The OECD has issued a damning verdict on education policies that promote competition between schools. Its latest PISA in Focus brief
says bluntly that the PISA international test data shows that more competition has failed to improve student results and has increased social segregation between schools.
Across countries and economies, performance is unrelated to whether or not schools have to compete for students.
Competition among schools is related to greater socio-economic segregation among students.
Increasing choice and competition has been the dominant education policy in many countries since the 1980s. In Australia, it has had bi-partisan support at both federal and state levels for the past 20 years. Increasing competition was the centrepiece of the education policies of the Howard, Rudd and Gillard governments. It is being extended under the Abbott Government’s support for more independent public schools.
The theory behind increasing choice and competition between schools is that it creates incentives for schools to raise the quality of the education. It is believed that the threat of losing enrolments and, therefore, funding will force under-performing schools to improve their results.
But, the theory has not worked in practice. As the PISA in Focus reports:
The latest PISA results show that, on average across countries, school competition is not related to better mathematics performance among students. In systems where almost all 15-year-olds attend schools that compete for enrolment, average performance is similar to that in systems where school competition is the exception. Within school systems, there is no performance difference between schools that compete with other schools for students and those that do not, after taking into account students’ socio‑economic status.
The analysis also shows that social diversity among students is greater in school systems where schools do not compete for students than in systems with more competition.
The OECD finding is particularly damning for Australia. Bi-partisan support for more competition between schools has created one of the most highly competitive education systems in the world. Of the 64 countries and cities participating in the PISA tests, only Hong Kong and Singapore have higher levels of competition between schools than Australia.
The latest PISA data show that 89 per cent of students in Australia were in schools where the principal reported that their school was competing with two or more schools. In Hong Kong it was 94 per cent and in Singapore 93 per cent.
Despite this high level of competition, Australia’s PISA results have declined over the past decade. Reading and mathematics scores fell between 2003 and 2012 by 13 and 19 points respectively, the latter decline equivalent to about half a year’s learning.
While private school enrolments in Australia have increased under choice policies, a Melbourne University study published in the journal Economics of Education Review last year shows that the national decline in performance was largely due to falling results in private schools, with falls in both Independent and Catholic schools. It said “the falls in school performance were more apparent in private schools than in the government-run school systems in Australia”. Another study published in the same journal found that Catholic school performance has declined in comparison to government schools.
Private school performance declined despite receiving much larger government funding increases than government schools. Government funding per student in private schools adjusted for inflation increased 26 per cent between 1998-99 and 2011-12 compared to 16 per cent for government schools.
Government policies to create more competition between school sectors in Australia, then, have completely backfired. Australia now has one of the largest private school sectors in the world, but its school performance is declining.
Choice and competition policies have also increased social segregation between students. The social composition of government and private schools has changed dramatically over the past 25 years, especially at the secondary level. Students from low income families have increased as a proportion of total government school enrolments while the proportion from high income families has decreased. In contrast, private schools have increased the proportion of their enrolments from high income families and decreased the proportion from low income families.
Government schools have almost twice as many students from low income families as they have from high income families, while Independent private schools have twice as many students from high income families as they have from low income families. Census figures compiled by researcher Barbara Preston show that low income students comprise 42 per cent of all government school enrolments compared to 26 per cent of Catholic school enrolments and 23 per cent of Independent school enrolments. In contrast, high income students comprise 21 per cent of government school enrolments, 34 per cent of Catholic enrolments and 46 per cent of Independent school enrolments.
The failure of market-based policies demands an overhaul of Australian education policy. Resources should be directed to where they are most needed – reducing disadvantage in education rather than supporting privilege. This requires that the Gonski funding plan be fully implemented.
Policy change should also promote greater collaboration between schools. Competition between schools restricts the spread best practice teaching and learning as successful schools want to retain their advantages over competitors. Collaboration between schools offers much better prospects for improving results than more competition as advocated by the Federal Government and the Opposition.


### What to do:
From the first entry to the last, copy everything exactly except the pictures.

-------- Input records

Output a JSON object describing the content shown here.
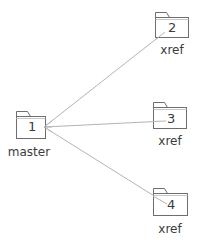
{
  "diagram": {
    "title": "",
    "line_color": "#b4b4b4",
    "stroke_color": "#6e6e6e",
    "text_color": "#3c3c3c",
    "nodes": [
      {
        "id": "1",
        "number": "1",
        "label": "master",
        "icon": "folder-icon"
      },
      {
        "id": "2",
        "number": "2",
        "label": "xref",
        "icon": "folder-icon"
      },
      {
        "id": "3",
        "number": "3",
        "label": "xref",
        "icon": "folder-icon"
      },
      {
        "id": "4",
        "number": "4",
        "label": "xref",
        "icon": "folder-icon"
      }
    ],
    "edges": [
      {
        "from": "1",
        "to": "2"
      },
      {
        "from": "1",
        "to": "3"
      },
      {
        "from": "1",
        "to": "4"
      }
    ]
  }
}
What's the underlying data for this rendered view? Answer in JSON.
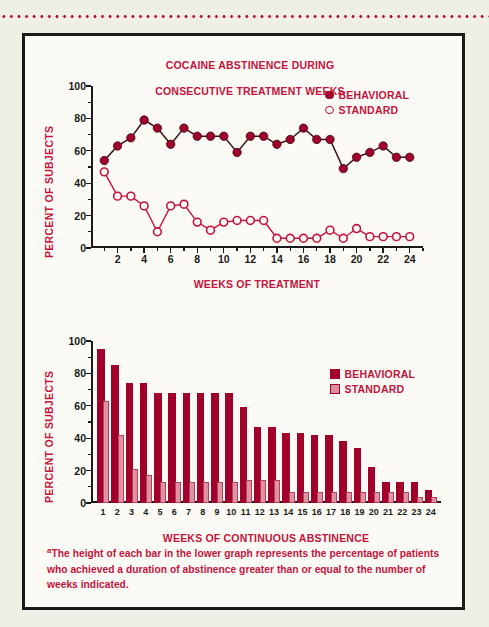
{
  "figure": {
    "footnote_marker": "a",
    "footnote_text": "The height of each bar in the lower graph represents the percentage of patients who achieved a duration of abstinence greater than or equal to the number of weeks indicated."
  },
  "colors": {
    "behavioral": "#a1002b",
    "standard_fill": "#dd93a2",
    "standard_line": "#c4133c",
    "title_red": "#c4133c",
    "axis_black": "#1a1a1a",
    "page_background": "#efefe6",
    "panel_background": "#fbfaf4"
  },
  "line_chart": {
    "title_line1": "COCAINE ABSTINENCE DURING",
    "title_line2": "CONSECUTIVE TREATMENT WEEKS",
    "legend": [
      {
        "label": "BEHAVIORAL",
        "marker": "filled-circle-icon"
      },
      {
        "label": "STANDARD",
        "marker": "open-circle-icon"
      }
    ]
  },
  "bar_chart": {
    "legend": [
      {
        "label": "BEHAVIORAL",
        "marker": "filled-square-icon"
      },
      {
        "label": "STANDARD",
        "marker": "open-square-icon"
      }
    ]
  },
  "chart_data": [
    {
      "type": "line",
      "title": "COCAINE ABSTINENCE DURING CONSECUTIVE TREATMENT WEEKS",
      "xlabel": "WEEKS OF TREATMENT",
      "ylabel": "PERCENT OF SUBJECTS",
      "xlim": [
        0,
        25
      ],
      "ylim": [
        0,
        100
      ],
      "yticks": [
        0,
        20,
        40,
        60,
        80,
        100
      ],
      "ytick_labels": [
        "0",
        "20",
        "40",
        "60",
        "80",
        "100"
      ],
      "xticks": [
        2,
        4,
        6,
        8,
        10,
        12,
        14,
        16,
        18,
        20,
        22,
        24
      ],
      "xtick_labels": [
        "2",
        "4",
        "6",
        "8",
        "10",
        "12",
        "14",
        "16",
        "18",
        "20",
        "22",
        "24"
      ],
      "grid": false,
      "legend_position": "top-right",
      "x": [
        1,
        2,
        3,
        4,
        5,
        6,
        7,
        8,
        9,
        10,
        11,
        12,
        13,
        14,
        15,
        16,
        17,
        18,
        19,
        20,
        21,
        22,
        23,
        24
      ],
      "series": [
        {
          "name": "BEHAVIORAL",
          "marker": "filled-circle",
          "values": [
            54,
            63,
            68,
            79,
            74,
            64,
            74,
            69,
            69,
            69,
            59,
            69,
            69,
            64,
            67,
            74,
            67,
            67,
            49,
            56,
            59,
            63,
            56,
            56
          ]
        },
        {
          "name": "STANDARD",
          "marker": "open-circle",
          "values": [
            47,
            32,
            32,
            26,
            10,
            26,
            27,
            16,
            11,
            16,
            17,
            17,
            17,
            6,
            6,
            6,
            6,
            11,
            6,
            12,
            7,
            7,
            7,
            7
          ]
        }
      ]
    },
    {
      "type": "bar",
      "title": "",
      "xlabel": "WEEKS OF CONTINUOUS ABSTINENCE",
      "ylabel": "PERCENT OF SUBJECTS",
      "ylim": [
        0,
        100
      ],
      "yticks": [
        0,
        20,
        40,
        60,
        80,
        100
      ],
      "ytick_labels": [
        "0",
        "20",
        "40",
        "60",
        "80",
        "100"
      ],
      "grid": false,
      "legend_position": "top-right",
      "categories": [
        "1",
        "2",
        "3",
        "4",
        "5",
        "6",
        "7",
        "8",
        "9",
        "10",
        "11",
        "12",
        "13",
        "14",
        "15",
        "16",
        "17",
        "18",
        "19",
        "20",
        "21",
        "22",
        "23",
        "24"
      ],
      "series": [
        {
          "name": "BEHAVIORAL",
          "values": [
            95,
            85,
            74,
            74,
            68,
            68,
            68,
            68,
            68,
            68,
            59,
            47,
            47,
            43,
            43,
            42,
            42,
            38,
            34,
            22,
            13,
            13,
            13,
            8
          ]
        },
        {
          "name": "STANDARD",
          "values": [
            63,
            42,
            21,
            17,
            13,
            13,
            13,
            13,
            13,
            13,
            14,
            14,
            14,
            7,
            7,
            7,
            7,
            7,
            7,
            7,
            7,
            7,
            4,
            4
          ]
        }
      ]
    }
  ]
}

----------------

### The answer:
Output a JSON object describing the content shown here.
{
  "diagram": {
    "title": "",
    "line_color": "#b4b4b4",
    "stroke_color": "#6e6e6e",
    "text_color": "#3c3c3c",
    "nodes": [
      {
        "id": "1",
        "number": "1",
        "label": "master",
        "icon": "folder-icon"
      },
      {
        "id": "2",
        "number": "2",
        "label": "xref",
        "icon": "folder-icon"
      },
      {
        "id": "3",
        "number": "3",
        "label": "xref",
        "icon": "folder-icon"
      },
      {
        "id": "4",
        "number": "4",
        "label": "xref",
        "icon": "folder-icon"
      }
    ],
    "edges": [
      {
        "from": "1",
        "to": "2"
      },
      {
        "from": "1",
        "to": "3"
      },
      {
        "from": "1",
        "to": "4"
      }
    ]
  }
}
What's the underlying data for this rendered view? Answer in JSON.
{
  "figure": {
    "footnote_marker": "a",
    "footnote_text": "The height of each bar in the lower graph represents the percentage of patients who achieved a duration of abstinence greater than or equal to the number of weeks indicated."
  },
  "colors": {
    "behavioral": "#a1002b",
    "standard_fill": "#dd93a2",
    "standard_line": "#c4133c",
    "title_red": "#c4133c",
    "axis_black": "#1a1a1a",
    "page_background": "#efefe6",
    "panel_background": "#fbfaf4"
  },
  "line_chart": {
    "title_line1": "COCAINE ABSTINENCE DURING",
    "title_line2": "CONSECUTIVE TREATMENT WEEKS",
    "legend": [
      {
        "label": "BEHAVIORAL",
        "marker": "filled-circle-icon"
      },
      {
        "label": "STANDARD",
        "marker": "open-circle-icon"
      }
    ]
  },
  "bar_chart": {
    "legend": [
      {
        "label": "BEHAVIORAL",
        "marker": "filled-square-icon"
      },
      {
        "label": "STANDARD",
        "marker": "open-square-icon"
      }
    ]
  },
  "chart_data": [
    {
      "type": "line",
      "title": "COCAINE ABSTINENCE DURING CONSECUTIVE TREATMENT WEEKS",
      "xlabel": "WEEKS OF TREATMENT",
      "ylabel": "PERCENT OF SUBJECTS",
      "xlim": [
        0,
        25
      ],
      "ylim": [
        0,
        100
      ],
      "yticks": [
        0,
        20,
        40,
        60,
        80,
        100
      ],
      "ytick_labels": [
        "0",
        "20",
        "40",
        "60",
        "80",
        "100"
      ],
      "xticks": [
        2,
        4,
        6,
        8,
        10,
        12,
        14,
        16,
        18,
        20,
        22,
        24
      ],
      "xtick_labels": [
        "2",
        "4",
        "6",
        "8",
        "10",
        "12",
        "14",
        "16",
        "18",
        "20",
        "22",
        "24"
      ],
      "grid": false,
      "legend_position": "top-right",
      "x": [
        1,
        2,
        3,
        4,
        5,
        6,
        7,
        8,
        9,
        10,
        11,
        12,
        13,
        14,
        15,
        16,
        17,
        18,
        19,
        20,
        21,
        22,
        23,
        24
      ],
      "series": [
        {
          "name": "BEHAVIORAL",
          "marker": "filled-circle",
          "values": [
            54,
            63,
            68,
            79,
            74,
            64,
            74,
            69,
            69,
            69,
            59,
            69,
            69,
            64,
            67,
            74,
            67,
            67,
            49,
            56,
            59,
            63,
            56,
            56
          ]
        },
        {
          "name": "STANDARD",
          "marker": "open-circle",
          "values": [
            47,
            32,
            32,
            26,
            10,
            26,
            27,
            16,
            11,
            16,
            17,
            17,
            17,
            6,
            6,
            6,
            6,
            11,
            6,
            12,
            7,
            7,
            7,
            7
          ]
        }
      ]
    },
    {
      "type": "bar",
      "title": "",
      "xlabel": "WEEKS OF CONTINUOUS ABSTINENCE",
      "ylabel": "PERCENT OF SUBJECTS",
      "ylim": [
        0,
        100
      ],
      "yticks": [
        0,
        20,
        40,
        60,
        80,
        100
      ],
      "ytick_labels": [
        "0",
        "20",
        "40",
        "60",
        "80",
        "100"
      ],
      "grid": false,
      "legend_position": "top-right",
      "categories": [
        "1",
        "2",
        "3",
        "4",
        "5",
        "6",
        "7",
        "8",
        "9",
        "10",
        "11",
        "12",
        "13",
        "14",
        "15",
        "16",
        "17",
        "18",
        "19",
        "20",
        "21",
        "22",
        "23",
        "24"
      ],
      "series": [
        {
          "name": "BEHAVIORAL",
          "values": [
            95,
            85,
            74,
            74,
            68,
            68,
            68,
            68,
            68,
            68,
            59,
            47,
            47,
            43,
            43,
            42,
            42,
            38,
            34,
            22,
            13,
            13,
            13,
            8
          ]
        },
        {
          "name": "STANDARD",
          "values": [
            63,
            42,
            21,
            17,
            13,
            13,
            13,
            13,
            13,
            13,
            14,
            14,
            14,
            7,
            7,
            7,
            7,
            7,
            7,
            7,
            7,
            7,
            4,
            4
          ]
        }
      ]
    }
  ]
}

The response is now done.